Trump’s $TRUMP memecoin is down more than 95% from its January 2025 high, and trading tied to the upcoming Mar-a-Lago investor conference has fallen sharply to $1.4B from $12.9B ahead of last year’s event. The article highlights fading investor enthusiasm, scrutiny from lawmakers and ethics watchdogs, and broader weakness across Trump-linked crypto and media assets, including Trump Media’s 75% decline since inauguration. While the event may draw attention, it appears unlikely to materially reverse the token’s deteriorating momentum.

Analysis

The market is signaling that the Trump-crypto complex has moved from novelty to decay: attention-driven speculative upside is disappearing faster than the underlying fee machine. That matters because the real asset here is not the token price but the recurring transaction flow and the monetization of political attention; once that attention becomes stale, liquidity is the first thing to go, and fee income can compress even if headline controversy persists.

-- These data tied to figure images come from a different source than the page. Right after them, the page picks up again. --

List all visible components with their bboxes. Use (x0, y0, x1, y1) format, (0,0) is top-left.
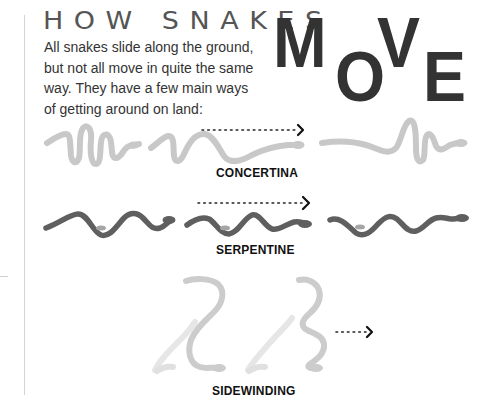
sidewinding-snake-2-head-icon (309, 364, 323, 372)
serpentine-snake-2-icon (187, 215, 307, 234)
serpentine-snake-3-icon (330, 217, 462, 235)
sidewinding-snake-2-icon (299, 279, 324, 368)
serpentine-snake-3-head-icon (455, 214, 469, 222)
serpentine-ground-mark-icon (355, 225, 365, 230)
serpentine-snake-1-head-icon (163, 216, 176, 224)
serpentine-dotted-arrow-icon (198, 197, 309, 209)
concertina-dotted-arrow-icon (202, 125, 303, 135)
serpentine-illustration (46, 214, 469, 236)
concertina-snake-2-icon (151, 134, 300, 161)
sidewinding-dotted-arrow-icon (336, 327, 372, 337)
concertina-snake-3-head-icon (455, 139, 468, 147)
serpentine-snake-2-head-icon (298, 220, 312, 228)
serpentine-ground-mark-icon (96, 226, 106, 231)
concertina-snake-3-icon (322, 121, 462, 162)
serpentine-snake-1-icon (46, 214, 172, 236)
snake-illustrations (0, 0, 491, 395)
concertina-illustration (47, 121, 468, 164)
label-serpentine: SERPENTINE (216, 243, 295, 257)
sidewinding-snake-1-head-icon (212, 364, 226, 372)
sidewinding-track-2-icon (248, 318, 292, 370)
serpentine-ground-mark-icon (220, 226, 230, 231)
label-concertina: CONCERTINA (216, 166, 298, 180)
concertina-snake-1-icon (47, 126, 139, 164)
concertina-snake-2-head-icon (292, 141, 305, 149)
sidewinding-illustration (155, 279, 324, 372)
label-sidewinding: SIDEWINDING (212, 384, 296, 395)
concertina-snake-1-head-icon (128, 142, 140, 149)
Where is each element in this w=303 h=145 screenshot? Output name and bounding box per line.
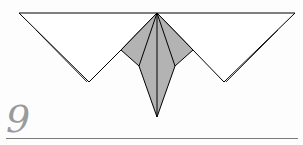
diagram-canvas: 9 xyxy=(0,0,303,145)
origami-figure xyxy=(0,0,303,145)
step-number: 9 xyxy=(6,100,30,138)
divider-rule xyxy=(6,138,298,139)
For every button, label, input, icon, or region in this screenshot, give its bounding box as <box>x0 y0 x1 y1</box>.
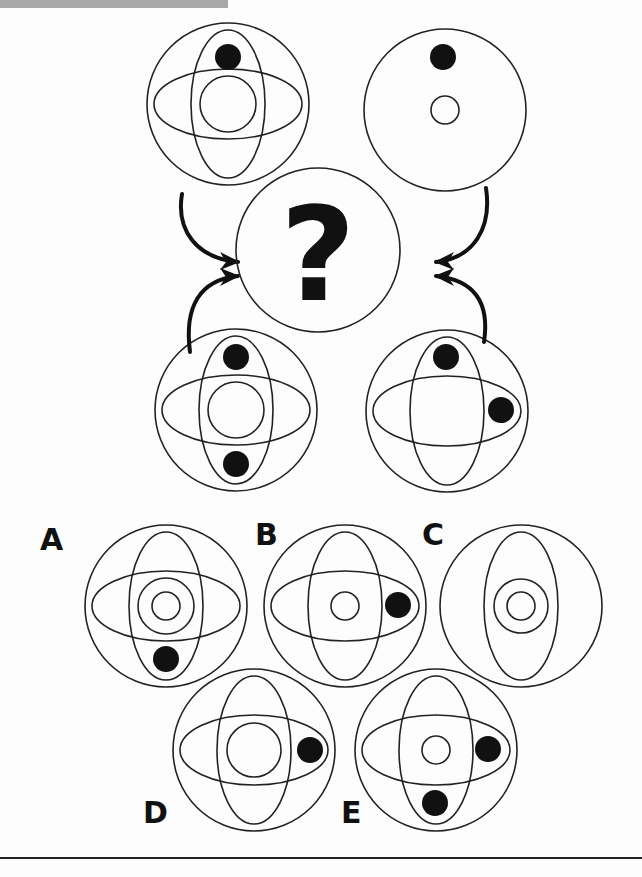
outer-circle <box>440 525 602 687</box>
arrow-bottom-right <box>436 276 485 342</box>
black-dot-icon <box>223 344 249 370</box>
puzzle-canvas: ? <box>0 0 642 877</box>
option-label-c[interactable]: C <box>422 520 444 550</box>
option-figure-e[interactable] <box>355 669 517 831</box>
option-label-b[interactable]: B <box>255 520 278 550</box>
source-figure-top-left <box>147 23 309 185</box>
inner-circle <box>138 578 194 634</box>
black-dot-icon <box>223 451 249 477</box>
inner-circle <box>507 592 535 620</box>
bottom-divider <box>0 857 642 859</box>
source-figure-top-right <box>364 29 526 191</box>
inner-circle <box>331 592 359 620</box>
inner-circle <box>227 723 281 777</box>
black-dot-icon <box>297 737 323 763</box>
target-figure: ? <box>236 168 400 332</box>
black-dot-icon <box>488 397 514 423</box>
question-mark-icon: ? <box>280 179 355 331</box>
answer-options[interactable] <box>85 525 602 831</box>
black-dot-icon <box>215 44 241 70</box>
vertical-ellipse <box>217 676 291 824</box>
option-figure-d[interactable] <box>173 669 335 831</box>
black-dot-icon <box>153 646 179 672</box>
arrow-top-left <box>181 194 238 262</box>
horizontal-ellipse <box>92 571 240 641</box>
option-label-a[interactable]: A <box>40 525 63 555</box>
inner-circle <box>152 592 180 620</box>
inner-circle <box>431 96 459 124</box>
option-figure-c[interactable] <box>440 525 602 687</box>
option-figure-a[interactable] <box>85 525 247 687</box>
arrow-bottom-left <box>189 276 238 352</box>
black-dot-icon <box>385 592 411 618</box>
black-dot-icon <box>475 736 501 762</box>
vertical-ellipse <box>308 532 382 680</box>
inner-circle <box>494 579 548 633</box>
inner-circle <box>208 382 264 438</box>
horizontal-ellipse <box>162 375 310 445</box>
black-dot-icon <box>433 344 459 370</box>
vertical-ellipse <box>484 532 558 680</box>
option-label-e[interactable]: E <box>341 798 362 828</box>
black-dot-icon <box>422 790 448 816</box>
horizontal-ellipse <box>154 69 302 139</box>
option-figure-b[interactable] <box>264 525 426 687</box>
option-label-d[interactable]: D <box>143 798 168 828</box>
arrow-top-right <box>436 188 487 262</box>
source-figure-bottom-left <box>155 329 317 491</box>
arrowhead-icon <box>434 252 454 270</box>
black-dot-icon <box>430 44 456 70</box>
inner-circle <box>422 736 450 764</box>
source-figure-bottom-right <box>366 330 528 492</box>
inner-circle <box>200 76 256 132</box>
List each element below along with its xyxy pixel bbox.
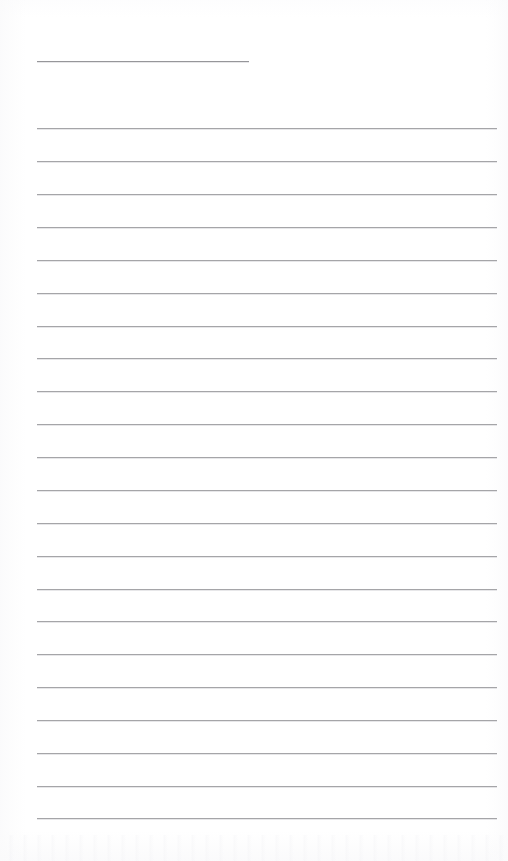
ruled-line (37, 424, 497, 425)
ruled-line (37, 589, 497, 590)
ruled-line (37, 260, 497, 261)
ruled-line (37, 818, 497, 819)
ruled-line (37, 358, 497, 359)
ruled-line (37, 786, 497, 787)
ruled-line (37, 654, 497, 655)
ruled-line (37, 194, 497, 195)
ruled-line (37, 326, 497, 327)
title-rule (37, 61, 249, 62)
ruled-line (37, 161, 497, 162)
ruled-line (37, 687, 497, 688)
lined-paper-page (0, 0, 508, 861)
ruled-line (37, 753, 497, 754)
ruled-line (37, 621, 497, 622)
ruled-line (37, 293, 497, 294)
scan-noise-band (0, 835, 508, 861)
ruled-line (37, 720, 497, 721)
ruled-line (37, 227, 497, 228)
ruled-line (37, 457, 497, 458)
ruled-line (37, 128, 497, 129)
ruled-line (37, 490, 497, 491)
ruled-line (37, 523, 497, 524)
ruled-line (37, 391, 497, 392)
ruled-line (37, 556, 497, 557)
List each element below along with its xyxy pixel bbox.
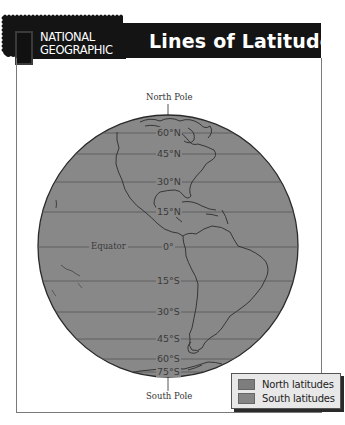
latitude-label-60s: 60°S [156, 353, 181, 364]
north-pole-label: North Pole [146, 92, 192, 102]
latitude-label-45s: 45°S [156, 333, 181, 344]
north-latitudes-swatch-icon [238, 379, 255, 390]
latitude-label-15s: 15°S [156, 275, 181, 286]
legend-item-south: South latitudes [238, 391, 335, 405]
latitude-label-60n: 60°N [156, 127, 182, 138]
south-latitudes-swatch-icon [238, 393, 255, 404]
latitude-label-30n: 30°N [156, 176, 182, 187]
latitude-label-75s: 75°S [156, 366, 181, 377]
south-pole-label: South Pole [146, 391, 192, 401]
latitude-label-15n: 15°N [156, 206, 182, 217]
equator-label: Equator [89, 241, 128, 252]
latitude-label-30s: 30°S [156, 306, 181, 317]
legend-item-north: North latitudes [238, 377, 334, 391]
latitude-label-0: 0° [162, 241, 175, 252]
latitude-label-45n: 45°N [156, 148, 182, 159]
legend: North latitudes South latitudes [231, 373, 341, 409]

The weak event turnout also suggests the marginal buyer is gone, which tends to steepen downside because these instruments trade like crowded momentum books rather than fundamentals. Second-order, the bigger loser is the broader Trump-linked retail ecosystem. When the flagship token stops working, it drags on adjacent monetization channels—DJT-equity retail support, sponsor willingness, and the willingness of crypto whales to chase politically branded assets. That spillover can show up in widening bid/ask spreads, lower social engagement, and less reflexive volume across any Trump-adjacent product, which is a problem for holders who are counting on “event risk” to reprice the tape. Catalyst-wise, the next 2-6 weeks are unfavorable unless there is a surprise policy or promotional hook that reintroduces scarcity. Absent that, the path of least resistance is continued volume compression and another leg lower in implied interest from retail traders; the market typically needs new entrants, not just loyalists, to stabilize memecoins. The main contrarian risk is that politically branded assets can gap violently on a single broadcast or social-media amplification, so this is a bad short if sized like a slow fundamental decline rather than a binary sentiment instrument. The consensus is underestimating how quickly a meme can become illiquid once the narrative loses freshness. This does not require a full collapse in crypto beta; it only requires capital rotation into newer, cleaner speculation themes. In that sense, the trade is less about being bearish on crypto and more about fading a deteriorating attention franchise whose monetization depends on repeated audience novelty.